葛饰北斋(1760-1849)不仅是日本绘画的巨匠之一和江户时代的传奇人物,他还是西方现代主义的创始人之一,其丰富的版画、插图、绘画和其他形式构成了最全面的浮世绘艺术作品和日本风的典范。他的影响力遍及印象派、新艺术派等,令莫奈(买了他的23张版画)、贝尔特•莫里索、埃德加•德加、玛丽•卡萨特和梵高等人着迷不已。
北斋总是在搬家。他一生中改变住所的次数多达90多次,并使用过至少七个假名。在他的艺术作品中,他采用了同一种不安,这种不安涵盖了绘画和木刻印版画各个层次的日本“浮世绘”,从风景和演员的单张版画到色请书籍、专辑版画、诗歌选集和历史小说的插图,以及为特殊场合私人发行的印刷品。
北斋的版画系列《富岳三十六景》出版于1826年至1833年出版,是这位艺术家最**的作品,标志着日本风景版画的最高峰。这个系列的《神奈川冲浪里》是世界上最受认可的日本艺术形象之一。

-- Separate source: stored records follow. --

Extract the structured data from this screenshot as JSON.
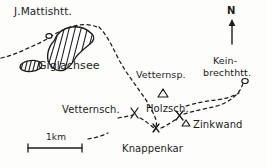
{
  "map": {
    "title": "Giglachsee hiking sketch map",
    "style": "hand-drawn pen sketch",
    "ink_color": "#1c1c1c",
    "paper_color": "#fdfdfc",
    "north_arrow": {
      "label": "N",
      "name": "north-arrow"
    },
    "scale_bar": {
      "label": "1km",
      "name": "scale-bar"
    },
    "labels": [
      {
        "id": "mattis-hut",
        "text": "J.Mattishtt.",
        "x": 14,
        "y": 8,
        "class": "lbl-hut"
      },
      {
        "id": "giglachsee",
        "text": "Giglachsee",
        "x": 38,
        "y": 62,
        "class": "lbl-lake"
      },
      {
        "id": "vetternspitze",
        "text": "Vetternsp.",
        "x": 138,
        "y": 71,
        "class": "lbl-peak"
      },
      {
        "id": "keinprecht-1",
        "text": "Kein-",
        "x": 216,
        "y": 58,
        "class": "lbl-two-line"
      },
      {
        "id": "keinprecht-2",
        "text": "brechthtt.",
        "x": 206,
        "y": 70,
        "class": "lbl-two-line"
      },
      {
        "id": "vetternscharte",
        "text": "Vetternsch.",
        "x": 64,
        "y": 107,
        "class": "lbl-place"
      },
      {
        "id": "holzscharte",
        "text": "Holzsch.",
        "x": 148,
        "y": 106,
        "class": "lbl-place"
      },
      {
        "id": "zinkwand",
        "text": "Zinkwand",
        "x": 192,
        "y": 127,
        "class": "lbl-place"
      },
      {
        "id": "knappenkar",
        "text": "Knappenkar",
        "x": 123,
        "y": 145,
        "class": "lbl-place"
      }
    ],
    "features": {
      "lake": {
        "name": "giglachsee-lake",
        "hatched": true
      },
      "small_pond": {
        "name": "small-hatched-pond",
        "hatched": true
      },
      "peak_markers": [
        {
          "name": "peak-marker-vetternspitze"
        },
        {
          "name": "peak-marker-holzscharte"
        },
        {
          "name": "peak-marker-zinkwand"
        }
      ],
      "trail_junctions": [
        {
          "name": "trail-junction-vetternscharte"
        },
        {
          "name": "trail-junction-holzscharte"
        }
      ],
      "trails": {
        "name": "dashed-trail-network",
        "style": "dashed"
      }
    }
  }
}
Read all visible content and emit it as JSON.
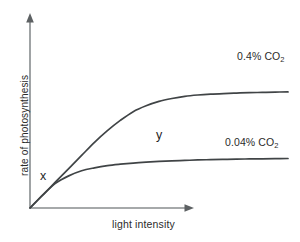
{
  "figure": {
    "background_color": "#ffffff",
    "axis_color": "#888c8e",
    "curve_color": "#404446",
    "text_color": "#2b2b2b"
  },
  "axes": {
    "y_label": "rate of photosynthesis",
    "x_label": "light intensity",
    "y_arrow": "up-arrow-icon",
    "x_arrow": "right-arrow-icon"
  },
  "annotations": {
    "marker_x": "x",
    "marker_y": "y"
  },
  "series_labels": {
    "high": {
      "value": "0.4%",
      "gas": "CO",
      "sub": "2"
    },
    "low": {
      "value": "0.04%",
      "gas": "CO",
      "sub": "2"
    }
  },
  "chart_data": {
    "type": "line",
    "title": "",
    "xlabel": "light intensity",
    "ylabel": "rate of photosynthesis",
    "xlim": [
      0,
      100
    ],
    "ylim": [
      0,
      100
    ],
    "grid": false,
    "axis_ticks": false,
    "legend": "inline-right-end-of-curve",
    "annotations": [
      {
        "text": "x",
        "x": 9,
        "y": 22,
        "note": "light-limited region on initial shared slope"
      },
      {
        "text": "y",
        "x": 57,
        "y": 48,
        "note": "plateau of the 0.04% CO2 curve"
      }
    ],
    "series": [
      {
        "name": "0.4% CO2",
        "label": "0.4% CO₂",
        "color": "#404446",
        "x": [
          0,
          5,
          10,
          15,
          20,
          25,
          30,
          35,
          40,
          45,
          50,
          55,
          60,
          65,
          70,
          75,
          80,
          85,
          90,
          95,
          100
        ],
        "y": [
          0,
          9,
          18,
          27,
          36,
          45,
          53,
          60,
          66,
          70,
          73,
          75,
          76.5,
          77.4,
          78,
          78.4,
          78.7,
          79,
          79.2,
          79.4,
          79.5
        ],
        "plateau_value": 79.5
      },
      {
        "name": "0.04% CO2",
        "label": "0.04% CO₂",
        "color": "#404446",
        "x": [
          0,
          5,
          10,
          15,
          20,
          25,
          30,
          35,
          40,
          45,
          50,
          55,
          60,
          65,
          70,
          75,
          80,
          85,
          90,
          95,
          100
        ],
        "y": [
          0,
          9,
          17,
          22,
          25.5,
          27.5,
          29,
          30,
          30.8,
          31.4,
          31.9,
          32.3,
          32.6,
          32.9,
          33.1,
          33.3,
          33.5,
          33.6,
          33.7,
          33.8,
          33.9
        ],
        "plateau_value": 33.9
      }
    ]
  }
}
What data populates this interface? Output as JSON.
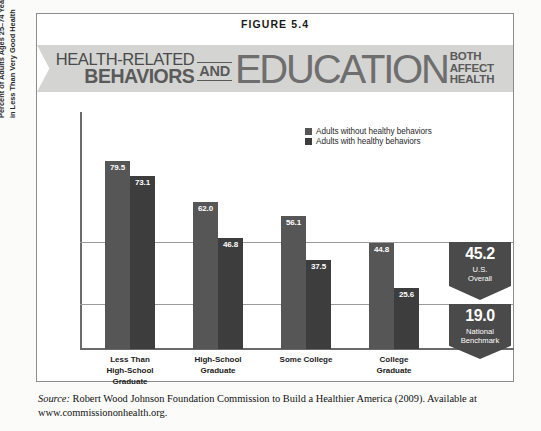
{
  "figure": {
    "label": "FIGURE 5.4"
  },
  "banner": {
    "line1": "HEALTH-RELATED",
    "line2": "BEHAVIORS",
    "conjunction": "AND",
    "subject": "EDUCATION",
    "tag_line1": "BOTH",
    "tag_line2": "AFFECT",
    "tag_line3": "HEALTH"
  },
  "legend": {
    "items": [
      {
        "label": "Adults without healthy behaviors",
        "color": "#565656"
      },
      {
        "label": "Adults with healthy behaviors",
        "color": "#3d3d3d"
      }
    ]
  },
  "callouts": [
    {
      "value": "45.2",
      "caption": "U.S.\nOverall"
    },
    {
      "value": "19.0",
      "caption": "National\nBenchmark"
    }
  ],
  "source": {
    "prefix": "Source:",
    "text": "Robert Wood Johnson Foundation Commission to Build a Healthier America (2009). Available at www.commissiononhealth.org."
  },
  "chart_data": {
    "type": "bar",
    "title": "HEALTH-RELATED BEHAVIORS AND EDUCATION BOTH AFFECT HEALTH",
    "xlabel": "",
    "ylabel": "Percent of Adults Ages 25–74 Years,\nin Less Than Very Good Health",
    "ylim": [
      0,
      100
    ],
    "grid": true,
    "gridlines": [
      45.2,
      19.0
    ],
    "legend_position": "top-right",
    "categories": [
      "Less Than\nHigh-School\nGraduate",
      "High-School\nGraduate",
      "Some College",
      "College\nGraduate"
    ],
    "series": [
      {
        "name": "Adults without healthy behaviors",
        "color": "#565656",
        "values": [
          79.5,
          62.0,
          56.1,
          44.8
        ]
      },
      {
        "name": "Adults with healthy behaviors",
        "color": "#3d3d3d",
        "values": [
          73.1,
          46.8,
          37.5,
          25.6
        ]
      }
    ],
    "reference_lines": [
      {
        "label": "U.S. Overall",
        "value": 45.2
      },
      {
        "label": "National Benchmark",
        "value": 19.0
      }
    ]
  }
}
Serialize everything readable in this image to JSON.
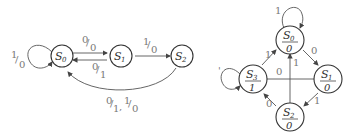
{
  "diagrams": [
    {
      "name": "mealy-machine",
      "states": [
        {
          "id": "S0",
          "label": "S",
          "sub": "0"
        },
        {
          "id": "S1",
          "label": "S",
          "sub": "1"
        },
        {
          "id": "S2",
          "label": "S",
          "sub": "2"
        }
      ],
      "transitions": [
        {
          "from": "S0",
          "to": "S0",
          "label_in": "1",
          "label_out": "0"
        },
        {
          "from": "S0",
          "to": "S1",
          "label_in": "0",
          "label_out": "0"
        },
        {
          "from": "S1",
          "to": "S0",
          "label_in": "0",
          "label_out": "1"
        },
        {
          "from": "S1",
          "to": "S2",
          "label_in": "1",
          "label_out": "0"
        },
        {
          "from": "S2",
          "to": "S0",
          "label": "0/1, 1/0",
          "label_a_in": "0",
          "label_a_out": "1",
          "label_b_in": "1",
          "label_b_out": "0"
        }
      ]
    },
    {
      "name": "moore-machine",
      "states": [
        {
          "id": "S0",
          "label": "S",
          "sub": "0",
          "output": "0"
        },
        {
          "id": "S1",
          "label": "S",
          "sub": "1",
          "output": "0"
        },
        {
          "id": "S2",
          "label": "S",
          "sub": "2",
          "output": "0"
        },
        {
          "id": "S3",
          "label": "S",
          "sub": "3",
          "output": "1"
        }
      ],
      "transitions": [
        {
          "from": "S0",
          "to": "S0",
          "label": "1"
        },
        {
          "from": "S0",
          "to": "S1",
          "label": "0"
        },
        {
          "from": "S1",
          "to": "S3",
          "label": "0"
        },
        {
          "from": "S1",
          "to": "S2",
          "label": "1"
        },
        {
          "from": "S2",
          "to": "S0",
          "label": "1"
        },
        {
          "from": "S2",
          "to": "S3",
          "label": "0"
        },
        {
          "from": "S3",
          "to": "S0",
          "label": "1"
        },
        {
          "from": "S3",
          "to": "S3",
          "label": ""
        }
      ]
    }
  ]
}
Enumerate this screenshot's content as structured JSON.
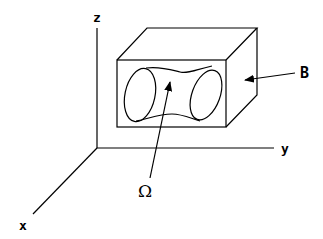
{
  "diagram": {
    "type": "3d-coordinate-illustration",
    "axes": {
      "x": {
        "label": "x"
      },
      "y": {
        "label": "y"
      },
      "z": {
        "label": "z"
      }
    },
    "labels": {
      "box": "B",
      "domain": "Ω"
    },
    "colors": {
      "stroke": "#000000",
      "background": "#ffffff"
    }
  }
}
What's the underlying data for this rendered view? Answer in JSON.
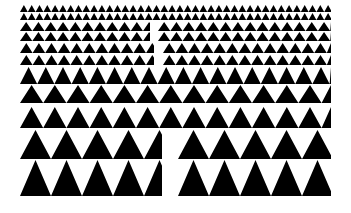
{
  "image": {
    "description": "Pattern of rows of black upward triangles on white, increasing in size from top to bottom",
    "width": 351,
    "height": 213,
    "colors": {
      "background": "#ffffff",
      "foreground": "#000000"
    }
  },
  "rows": [
    {
      "y": 5,
      "h": 7,
      "period": 7.8,
      "segments": [
        [
          20,
          331
        ]
      ]
    },
    {
      "y": 13,
      "h": 7,
      "period": 7.8,
      "segments": [
        [
          20,
          331
        ]
      ]
    },
    {
      "y": 22,
      "h": 9,
      "period": 12.3,
      "segments": [
        [
          20,
          150
        ],
        [
          158,
          331
        ]
      ]
    },
    {
      "y": 32,
      "h": 9,
      "period": 12.3,
      "segments": [
        [
          20,
          150
        ],
        [
          158,
          331
        ]
      ]
    },
    {
      "y": 43,
      "h": 10,
      "period": 12.6,
      "segments": [
        [
          20,
          154
        ],
        [
          163,
          331
        ]
      ]
    },
    {
      "y": 55,
      "h": 10,
      "period": 12.6,
      "segments": [
        [
          20,
          154
        ],
        [
          163,
          331
        ]
      ]
    },
    {
      "y": 67,
      "h": 17,
      "period": 17.2,
      "segments": [
        [
          20,
          331
        ]
      ]
    },
    {
      "y": 85,
      "h": 18,
      "period": 23.2,
      "segments": [
        [
          20,
          331
        ]
      ]
    },
    {
      "y": 107,
      "h": 21,
      "period": 23.2,
      "segments": [
        [
          20,
          331
        ]
      ]
    },
    {
      "y": 130,
      "h": 29,
      "period": 31,
      "segments": [
        [
          20,
          162
        ],
        [
          178,
          331
        ]
      ]
    },
    {
      "y": 160,
      "h": 36,
      "period": 31,
      "segments": [
        [
          20,
          162
        ],
        [
          178,
          331
        ]
      ]
    }
  ]
}
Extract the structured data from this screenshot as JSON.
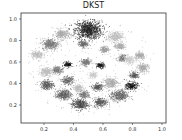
{
  "chart_data": {
    "type": "scatter",
    "title": "DKST",
    "xlabel": "",
    "ylabel": "",
    "xlim": [
      0.05,
      1.02
    ],
    "ylim": [
      0.08,
      1.03
    ],
    "xticks": [
      "0.2",
      "0.4",
      "0.6",
      "0.8",
      "1.0"
    ],
    "yticks": [
      "0.2",
      "0.4",
      "0.6",
      "0.8",
      "1.0"
    ],
    "grid": false,
    "legend": null,
    "clusters": [
      {
        "x": 0.5,
        "y": 0.9,
        "r": 0.1,
        "shade": "#222222"
      },
      {
        "x": 0.32,
        "y": 0.86,
        "r": 0.055,
        "shade": "#aaaaaa"
      },
      {
        "x": 0.68,
        "y": 0.84,
        "r": 0.055,
        "shade": "#bbbbbb"
      },
      {
        "x": 0.24,
        "y": 0.77,
        "r": 0.06,
        "shade": "#777777"
      },
      {
        "x": 0.46,
        "y": 0.77,
        "r": 0.035,
        "shade": "#666666"
      },
      {
        "x": 0.71,
        "y": 0.75,
        "r": 0.04,
        "shade": "#aaaaaa"
      },
      {
        "x": 0.61,
        "y": 0.72,
        "r": 0.035,
        "shade": "#999999"
      },
      {
        "x": 0.15,
        "y": 0.67,
        "r": 0.045,
        "shade": "#bbbbbb"
      },
      {
        "x": 0.85,
        "y": 0.66,
        "r": 0.04,
        "shade": "#aaaaaa"
      },
      {
        "x": 0.73,
        "y": 0.64,
        "r": 0.035,
        "shade": "#777777"
      },
      {
        "x": 0.48,
        "y": 0.6,
        "r": 0.04,
        "shade": "#777777"
      },
      {
        "x": 0.36,
        "y": 0.58,
        "r": 0.03,
        "shade": "#111111"
      },
      {
        "x": 0.58,
        "y": 0.57,
        "r": 0.03,
        "shade": "#111111"
      },
      {
        "x": 0.78,
        "y": 0.62,
        "r": 0.04,
        "shade": "#cccccc"
      },
      {
        "x": 0.29,
        "y": 0.53,
        "r": 0.04,
        "shade": "#777777"
      },
      {
        "x": 0.21,
        "y": 0.51,
        "r": 0.05,
        "shade": "#bbbbbb"
      },
      {
        "x": 0.87,
        "y": 0.55,
        "r": 0.045,
        "shade": "#aaaaaa"
      },
      {
        "x": 0.81,
        "y": 0.48,
        "r": 0.035,
        "shade": "#555555"
      },
      {
        "x": 0.36,
        "y": 0.43,
        "r": 0.045,
        "shade": "#666666"
      },
      {
        "x": 0.53,
        "y": 0.48,
        "r": 0.035,
        "shade": "#cccccc"
      },
      {
        "x": 0.22,
        "y": 0.39,
        "r": 0.05,
        "shade": "#555555"
      },
      {
        "x": 0.65,
        "y": 0.41,
        "r": 0.055,
        "shade": "#aaaaaa"
      },
      {
        "x": 0.79,
        "y": 0.38,
        "r": 0.045,
        "shade": "#111111"
      },
      {
        "x": 0.56,
        "y": 0.37,
        "r": 0.04,
        "shade": "#555555"
      },
      {
        "x": 0.43,
        "y": 0.36,
        "r": 0.04,
        "shade": "#bbbbbb"
      },
      {
        "x": 0.33,
        "y": 0.3,
        "r": 0.055,
        "shade": "#555555"
      },
      {
        "x": 0.47,
        "y": 0.3,
        "r": 0.04,
        "shade": "#777777"
      },
      {
        "x": 0.71,
        "y": 0.29,
        "r": 0.065,
        "shade": "#666666"
      },
      {
        "x": 0.58,
        "y": 0.23,
        "r": 0.05,
        "shade": "#555555"
      },
      {
        "x": 0.44,
        "y": 0.21,
        "r": 0.06,
        "shade": "#444444"
      }
    ]
  }
}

TASCHEN出版的这本专著借助来自他影响深远的作品集中的重要作品拓宽了北斋的职业生涯的深度和宽度。通过这些细致、庄严的作品和系列,我们描绘了北斋的各种主题,从色情书到历史小说,以及他生动的形式主义和对空间的决定性描绘(通过颜色和线条,这两者将继续把西方艺术从它单点视角和限制中解放出来,释放现代主义的力量)的演变。
Meet the artist whose majestic breaking wave sent ripples across the world. Hokusai (1760-1849) is not only one of the giants of Japanese art and a legend of the Edo period, but also a founding father of Western modernism, whose prolific gamut of prints, illustrations, paintings, and beyond forms one of the most comprehensive oeuvres of ukiyo-e art and a benchmark of japonisme. His influence spread through Impressionism, Art Nouveau, and beyond, enrapturing the likes of Claude Monet, Berthe Morisot, Edgar Degas, Mary Cassatt, and Vincent van Gogh.Hokusai was always a man on the move. He changed domicile more than 90 times during his lifetime and changed his own name through over 30 pseudonyms. In his art, he adopted the same restlessness, covering the complete spectrum of Japanese ukiyo-e,"pictures of the floating world", from single-sheet prints of landscapes and actors to erotic books. In addition, he created album prints, illustrations for verse anthologies and historical novels, and surimono, which were privately issued prints for special occasions.Hokusai's print series Thirty-Six Views of Mount Fuji, published between c. 1830 and 1834 is the artist's most renowned work and, with its soaring peak through different seasons and from different vantage points, marked the towering summit of the Japanese landscape print. The series' Under the Wave off Kanagawa, also known simply as The Great Wave, is one of the most recognized images of Japanese art in the world.This TASCHEN introduction spans the length and breadth of Hokusai's career with key pieces from his far-reaching portfolio. Through these meticulous, majestic works and series, we trace the variety of Hokusai's subjects, from erotic books to historical novels, and the evolution of his vivid formalism and decisive delineation of space through color and line that would go on to liberate Western art from the constraints of its one-point perspective and unleash the modernist momentum.